While recognizing its medicinal benefits for many conditions – even if arthritis is not one of them – I have a great fear of what might happen to me if I ever returned to cannabis (rather, I imagine, as the confirmed alcoholic has a great fear of “falling off the wagon”). But cannabis is not alcohol and perhaps the time will come when I can find the right way to use this interesting herb without the negative patterns of behavior that I allowed it to draw me into in the past.

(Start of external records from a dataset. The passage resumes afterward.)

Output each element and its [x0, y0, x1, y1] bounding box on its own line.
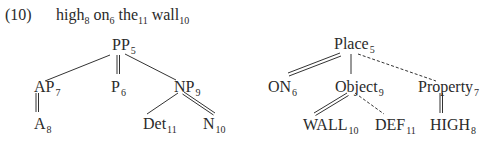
edge-pp-ap [45, 55, 110, 81]
node-def: DEF11 [375, 117, 416, 139]
edge-place-on-b [289, 56, 341, 76]
node-wall: WALL10 [303, 117, 358, 139]
node-on: ON6 [268, 79, 297, 101]
node-pp: PP5 [112, 37, 136, 59]
node-high: HIGH8 [430, 117, 476, 139]
node-det: Det11 [143, 116, 177, 138]
tree-edges [0, 0, 492, 141]
node-place: Place5 [334, 36, 375, 58]
node-property: Property7 [418, 79, 479, 101]
edge-place-on-a [288, 53, 340, 73]
node-ap: AP7 [34, 79, 60, 101]
node-n: N10 [203, 116, 226, 138]
node-a: A8 [34, 116, 52, 138]
node-object: Object9 [335, 79, 384, 101]
node-np: NP9 [174, 79, 200, 101]
edge-place-property [358, 54, 436, 81]
node-p: P6 [111, 79, 126, 101]
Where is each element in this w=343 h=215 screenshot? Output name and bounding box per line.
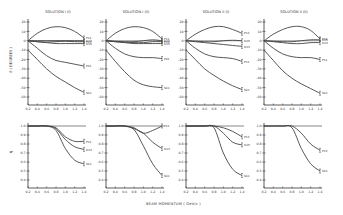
y-tick-label: 20 <box>99 20 103 24</box>
x-tick-label: 0.4 <box>271 190 276 194</box>
y-tick-label: 20 <box>179 20 183 24</box>
y-tick-label: -40 <box>98 76 103 80</box>
bottom-y-axis-label: η <box>8 150 13 153</box>
y-tick-label: 0.9 <box>256 133 261 137</box>
series-label: D13 <box>244 45 250 49</box>
x-tick-label: 0.6 <box>44 190 49 194</box>
y-tick-label: -60 <box>256 95 261 99</box>
x-tick-label: 0.8 <box>289 107 294 111</box>
y-tick-label: -40 <box>256 76 261 80</box>
y-tick-label: -30 <box>98 67 103 71</box>
y-tick-label: 1.0 <box>20 124 25 128</box>
y-tick-label: -10 <box>20 48 25 52</box>
curve-P11 <box>106 27 162 41</box>
y-tick-label: 0 <box>259 39 261 43</box>
y-tick-label: 0.9 <box>20 133 25 137</box>
y-tick-label: -20 <box>98 58 103 62</box>
y-tick-label: -10 <box>256 48 261 52</box>
series-label: P13 <box>244 31 250 35</box>
panel-bottom-1: 1.00.90.80.70.60.50.40.20.40.60.81.01.21… <box>20 123 92 194</box>
y-tick-label: 0.6 <box>178 160 183 164</box>
series-label: D13 <box>86 148 92 152</box>
x-tick-label: 1.2 <box>308 190 313 194</box>
y-tick-label: 10 <box>99 30 103 34</box>
y-tick-label: 0.8 <box>178 142 183 146</box>
y-tick-label: 0 <box>23 39 25 43</box>
x-tick-label: 0.2 <box>25 107 30 111</box>
series-label: S01 <box>244 174 250 178</box>
y-tick-label: 0.4 <box>20 178 25 182</box>
x-tick-label: 0.2 <box>183 107 188 111</box>
y-tick-label: 0.7 <box>98 151 103 155</box>
series-label: P11 <box>322 58 328 62</box>
y-tick-label: -60 <box>178 95 183 99</box>
x-tick-label: 1.0 <box>299 190 304 194</box>
panel-top-2: 20100-10-20-30-40-50-600.20.40.60.81.01.… <box>98 10 170 111</box>
series-label: D15 <box>86 42 92 46</box>
x-tick-label: 1.2 <box>230 190 235 194</box>
series-label: P11 <box>244 60 250 64</box>
x-tick-label: 0.4 <box>35 107 40 111</box>
panel-title: SOLUTION II (ii) <box>280 10 308 14</box>
curve-D13 <box>264 41 320 44</box>
y-tick-label: 0.7 <box>20 151 25 155</box>
series-label: S01 <box>164 86 170 90</box>
x-tick-label: 0.6 <box>280 107 285 111</box>
x-tick-label: 1.4 <box>317 107 322 111</box>
x-tick-label: 0.2 <box>183 190 188 194</box>
panel-top-3: 20100-10-20-30-40-50-600.20.40.60.81.01.… <box>178 10 250 111</box>
x-tick-label: 0.6 <box>202 190 207 194</box>
y-tick-label: 0.9 <box>98 133 103 137</box>
y-tick-label: 1.0 <box>178 124 183 128</box>
x-tick-label: 0.2 <box>25 190 30 194</box>
y-tick-label: 0.9 <box>178 133 183 137</box>
multi-panel-chart: 20100-10-20-30-40-50-600.20.40.60.81.01.… <box>0 0 343 215</box>
x-tick-label: 0.8 <box>131 190 136 194</box>
y-tick-label: 0.5 <box>256 169 261 173</box>
phase-shift-figure: 20100-10-20-30-40-50-600.20.40.60.81.01.… <box>0 0 343 215</box>
y-tick-label: 0.5 <box>178 169 183 173</box>
curve-S01 <box>186 50 242 89</box>
series-label: S01 <box>322 169 328 173</box>
y-tick-label: -20 <box>178 58 183 62</box>
x-tick-label: 1.4 <box>159 107 164 111</box>
x-tick-label: 1.4 <box>239 190 244 194</box>
curve-S01 <box>106 50 162 88</box>
x-tick-label: 0.8 <box>53 107 58 111</box>
y-tick-label: 0.7 <box>256 151 261 155</box>
y-tick-label: -60 <box>98 95 103 99</box>
y-tick-label: -60 <box>20 95 25 99</box>
y-tick-label: 0.6 <box>98 160 103 164</box>
panel-bottom-3: 1.00.90.80.70.60.50.40.20.40.60.81.01.21… <box>178 123 250 194</box>
y-tick-label: -50 <box>178 86 183 90</box>
series-label: S01 <box>86 91 92 95</box>
x-tick-label: 0.2 <box>103 107 108 111</box>
y-tick-label: -40 <box>20 76 25 80</box>
y-tick-label: -50 <box>256 86 261 90</box>
y-tick-label: 0.6 <box>20 160 25 164</box>
curve-P13 <box>264 26 320 40</box>
y-tick-label: 0.8 <box>256 142 261 146</box>
panel-top-1: 20100-10-20-30-40-50-600.20.40.60.81.01.… <box>20 10 92 111</box>
series-label: S01 <box>322 91 328 95</box>
x-tick-label: 0.2 <box>261 190 266 194</box>
panel-bottom-4: 1.00.90.80.70.60.50.40.20.40.60.81.01.21… <box>256 123 327 194</box>
curve-P01 <box>28 41 84 66</box>
y-tick-label: 1.0 <box>256 124 261 128</box>
curve-S01 <box>264 126 320 171</box>
y-tick-label: 0 <box>101 39 103 43</box>
x-tick-label: 0.6 <box>122 190 127 194</box>
y-tick-label: 20 <box>21 20 25 24</box>
x-tick-label: 1.2 <box>72 107 77 111</box>
x-tick-label: 1.4 <box>317 190 322 194</box>
y-tick-label: 10 <box>179 30 183 34</box>
x-tick-label: 1.4 <box>81 107 86 111</box>
y-tick-label: 0.4 <box>256 178 261 182</box>
y-tick-label: -20 <box>20 58 25 62</box>
series-label: P11 <box>86 140 92 144</box>
x-tick-label: 1.0 <box>299 107 304 111</box>
y-tick-label: 0.4 <box>98 178 103 182</box>
y-tick-label: -10 <box>98 48 103 52</box>
curve-S01 <box>28 50 84 92</box>
y-tick-label: -40 <box>178 76 183 80</box>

In this matter, as in so many others that concern the use of ancient and sacred psychoactive plants in our society, I feel that the so-called “War on Drugs” has had most malign, vicious and unhelpful consequences. Without the distortions introduced by the drug warriors it would be possible to envisage a rational society in which cannabis and many other psychoactive plants could be explored by those who wish to do so without fear of persecution or risk of suffering draconian punishments at the hands of the State. In such a rational society, free and open research could be conducted at a much faster rate than is possible today into the many medicinal and healing benefits of these plants. And, in the case of cannabis, it would become more likely that strains in which both THC and CBD – Cannabidiol, the other active ingredient – exist in balance (as is the case with the herb in its natural state), would become more widely available. The present illegal market, which would of course be put out of business if cannabis was legalized, emphasizes a quick fast “high” above all else and has resulted in the selective breeding of strains in which THC is not adequately balanced by CBD. See here for a brief discussion of this problem –



Cannabis remains an emotional subject, even taboo to many, but in my view its positive and negative aspects both deserve wider discussion. What do you think?